While she does have what some might consider a high-stress job, she isn't one to carry that with her once a shift finishes.
"I leave it there. I don't bring it home. Yes, I get tired, but once I go outside that door and it locks behind me, I'm almost rejuvenated. I don't have that weight on me."
When she is home, she has a number of hobbies she enjoys.
"I read, usually nothing too heavy." She also does a lot of sewing and knitting, "that sort of homey stuff."
She expects she will sew more once she has time, including doing things for other people.
"I don't want to do it as a business because then the fun goes out of it. When you have to do something, it's not relaxing anymore."
Cleveland is from Tay Creek, just "up the road" from where she lives now. She went to high school in Stanley and says she never really wanted to live anywhere else.
"I never had a big opportunity, but I never wanted to get away either," she says. "My first husband and I spent a year in Campbellton because he went to technical school up there."
She married Richard Cleveland when she was 20, though the couple later divorced.
"We were young when we married and we sort of grew apart as we grew up. There was no one thing that drove us apart," she says. "One thing we always agreed on is the kids. We always pretty well stuck together on that."
Cleveland has three children from her first marriage - Jason, Matthew and Adrienne.
Jason lives on PEI and has four children, two of them at home. Matthew has two and Adrienne has two. Both live in Rusagonis.
Cleveland and Ed Haines have been together 32 years. The couple met thanks to Cleveland's ex-husband. He and Haines were friends.
"Richard said 'I know a girl you'll like,'" says Cleveland. Haines wasn't sure about getting mixed up with a friend's ex at first, but they eventually met and hit it off.
By nature, Cleveland tends to be easy-going. She's not combative in any way.
"I'll talk myself out of a situation before I'll get involved in it," she says. "My kids are like that too. My kids have the gift of gab."
She believes she has successfully taught her children the importance of doing what they feel is right.
"They grew up with every police officer in the city knowing who they were, so they've got a pretty good sense of right and wrong," she says. "Most important, I think, with the kids, is to always be honest with everybody else as well as themselves.

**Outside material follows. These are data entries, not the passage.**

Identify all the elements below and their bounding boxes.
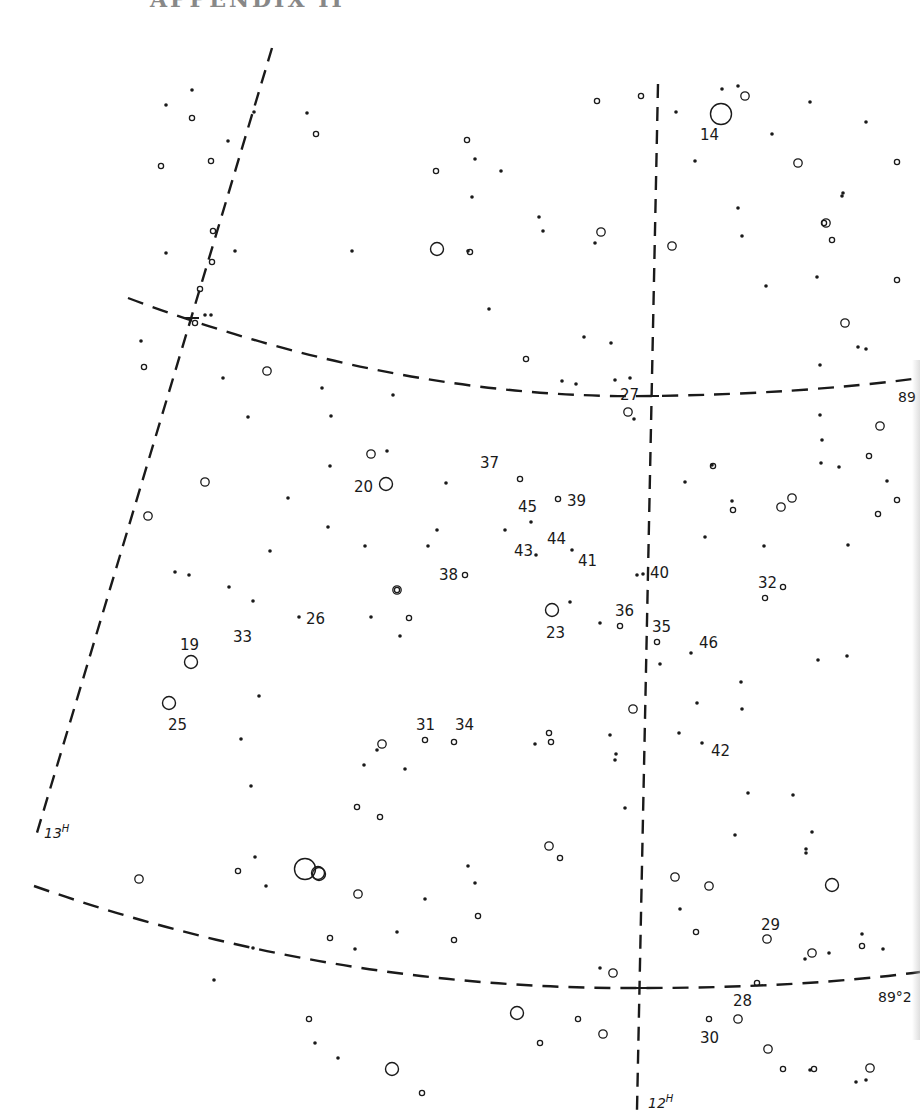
star-small (406, 615, 411, 620)
faint-star-dot (403, 767, 407, 771)
star-medium (705, 882, 713, 890)
star-small (555, 496, 560, 501)
star-large (380, 478, 393, 491)
faint-star-dot (286, 496, 290, 500)
star-small (693, 929, 698, 934)
star-small (422, 737, 427, 742)
faint-star-dot (363, 544, 367, 548)
star-small (594, 98, 599, 103)
faint-star-dot (628, 376, 632, 380)
faint-star-dot (470, 195, 474, 199)
faint-star-dot (533, 742, 537, 746)
faint-star-dot (297, 615, 301, 619)
faint-star-dot (466, 864, 470, 868)
star-medium (876, 422, 884, 430)
faint-star-dot (336, 1056, 340, 1060)
faint-star-dot (529, 520, 533, 524)
faint-star-dot (740, 707, 744, 711)
faint-star-dot (353, 947, 357, 951)
star-small (313, 131, 318, 136)
faint-star-dot (739, 680, 743, 684)
faint-star-dot (764, 284, 768, 288)
star-large (546, 604, 559, 617)
faint-star-dot (841, 191, 845, 195)
star-medium (764, 1045, 772, 1053)
star-small (829, 237, 834, 242)
star-medium (808, 949, 816, 957)
star-small (327, 935, 332, 940)
star-number-label: 40 (650, 564, 669, 582)
star-number-label: 45 (518, 498, 537, 516)
star-small (377, 814, 382, 819)
star-small (158, 163, 163, 168)
faint-star-dot (362, 763, 366, 767)
faint-star-dot (534, 553, 538, 557)
star-medium (788, 494, 796, 502)
faint-star-dot (503, 528, 507, 532)
star-small (780, 584, 785, 589)
star-number-label: 31 (416, 716, 435, 734)
faint-star-dot (683, 480, 687, 484)
faint-star-dot (251, 599, 255, 603)
faint-star-dot (369, 615, 373, 619)
faint-star-dot (613, 378, 617, 382)
faint-star-dot (328, 464, 332, 468)
faint-star-dot (251, 946, 255, 950)
faint-star-dot (837, 465, 841, 469)
faint-star-dot (570, 548, 574, 552)
star-number-label: 25 (168, 716, 187, 734)
star-number-label: 14 (700, 126, 719, 144)
ra-line-1 (637, 84, 658, 1110)
faint-star-dot (703, 535, 707, 539)
faint-star-dot (233, 249, 237, 253)
faint-star-dot (249, 784, 253, 788)
star-number-label: 23 (546, 624, 565, 642)
faint-star-dot (398, 634, 402, 638)
star-medium (624, 408, 632, 416)
star-small (192, 320, 197, 325)
star-small (706, 1016, 711, 1021)
faint-star-dot (730, 499, 734, 503)
star-small (210, 228, 215, 233)
page-edge-shadow (912, 360, 920, 1040)
faint-star-dot (385, 449, 389, 453)
star-number-label: 27 (620, 386, 639, 404)
star-medium (671, 873, 679, 881)
faint-star-dot (568, 600, 572, 604)
star-large (431, 243, 444, 256)
star-medium (378, 740, 386, 748)
faint-star-dot (598, 621, 602, 625)
faint-star-dot (846, 543, 850, 547)
star-small (575, 1016, 580, 1021)
faint-star-dot (246, 415, 250, 419)
star-medium (609, 969, 617, 977)
star-medium (201, 478, 209, 486)
faint-star-dot (268, 549, 272, 553)
faint-star-dot (209, 313, 213, 317)
star-small (475, 913, 480, 918)
faint-star-dot (678, 907, 682, 911)
faint-star-dot (375, 748, 379, 752)
star-small (548, 739, 553, 744)
star-small (451, 937, 456, 942)
star-small (189, 115, 194, 120)
faint-star-dot (173, 570, 177, 574)
star-medium (354, 890, 362, 898)
faint-star-dot (818, 363, 822, 367)
faint-star-dot (635, 573, 639, 577)
faint-star-dot (864, 1078, 868, 1082)
star-small (894, 497, 899, 502)
star-small (894, 159, 899, 164)
faint-star-dot (226, 139, 230, 143)
faint-star-dot (473, 881, 477, 885)
star-medium (263, 367, 271, 375)
faint-star-dot (819, 461, 823, 465)
faint-star-dot (395, 930, 399, 934)
faint-star-dot (164, 103, 168, 107)
dec-line-0 (128, 298, 920, 396)
star-number-label: 42 (711, 742, 730, 760)
star-medium (599, 1030, 607, 1038)
star-medium (777, 503, 785, 511)
faint-star-dot (326, 525, 330, 529)
faint-star-dot (164, 251, 168, 255)
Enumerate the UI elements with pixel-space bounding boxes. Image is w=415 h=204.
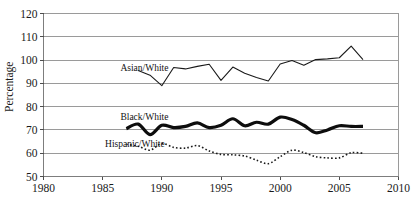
y-tick-label-100: 100: [20, 54, 38, 66]
x-tick-label-1980: 1980: [32, 182, 55, 194]
x-tick-label-1995: 1995: [210, 182, 233, 194]
y-tick-label-80: 80: [26, 101, 38, 113]
y-tick-label-70: 70: [26, 124, 38, 136]
line-chart: 1201101009080706050 19801985199019952000…: [0, 0, 415, 204]
x-tick-label-2010: 2010: [387, 182, 410, 194]
gridlines: [44, 14, 399, 177]
x-tick-label-2000: 2000: [269, 182, 292, 194]
series-annotations: Asian/WhiteBlack/WhiteHispanic/White: [105, 63, 168, 149]
x-tick-label-1990: 1990: [150, 182, 173, 194]
y-tick-label-90: 90: [26, 77, 38, 89]
y-tick-label-120: 120: [20, 8, 38, 20]
series-label-hispanic-white: Hispanic/White: [105, 139, 165, 149]
y-tick-label-60: 60: [26, 147, 38, 159]
chart-container: 1201101009080706050 19801985199019952000…: [0, 0, 415, 204]
x-tick-label-1985: 1985: [91, 182, 114, 194]
axes: [44, 14, 399, 177]
x-axis-tick-labels: 1980198519901995200020052010: [32, 182, 410, 194]
series-label-black-white: Black/White: [120, 112, 168, 122]
series-label-asian-white: Asian/White: [120, 63, 168, 73]
y-axis-title: Percentage: [3, 62, 16, 112]
x-tick-label-2005: 2005: [328, 182, 351, 194]
y-tick-label-110: 110: [21, 31, 38, 43]
y-axis-tick-labels: 1201101009080706050: [20, 8, 38, 183]
series-line-asian-white: [138, 46, 363, 86]
tick-marks: [40, 14, 399, 181]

And in that respect, to do what is fullfilling to them."
She adds, "My kids think a lot of me and respect me and they don't shy away from saying that they love me. I think that's just about as much as you can ask."
Family has always been a priority for Cleveland, though the focus has shifted over the years from her children to her grandchildren.
"The priority has maybe changed a little bit, because when I started working it was to provide for my children. I don't have to do that now. Though they're still in the back of my mind, I can start doing some things that I want to do."
It may not be anything big, she says, and it may involve her family, but every decision she makes is no longer based on them.
Though she believes that everyone has small regrets, she says she has no big ones. "Overall I had a pretty good variety of things happen to me, but nothing bad," she says. "I've been fortunate in that respect."
Cleveland has lost both parents. Her father died in 1980.
"That was hard on everybody. He was a person who was very full of life. He was only 58 when he died - that's the same age I am now."
Her mother died three years ago.
"That was very hard. She was a crusty old lady," she says fondly, "but she was the centre of my family."
Cleveland has learned that sometimes life doesn't turn out quite the way you want it to, but it's important to work hard and to be honest.
"That's something I've always tried to do," she says.
It comes down to treating others the way you want to be treated in return.
"You have to be honest, you've got to do the best you can, and you cannot beat yourself up when it doesn't work out," she says. "You've just got to take the positive out of it and keep going."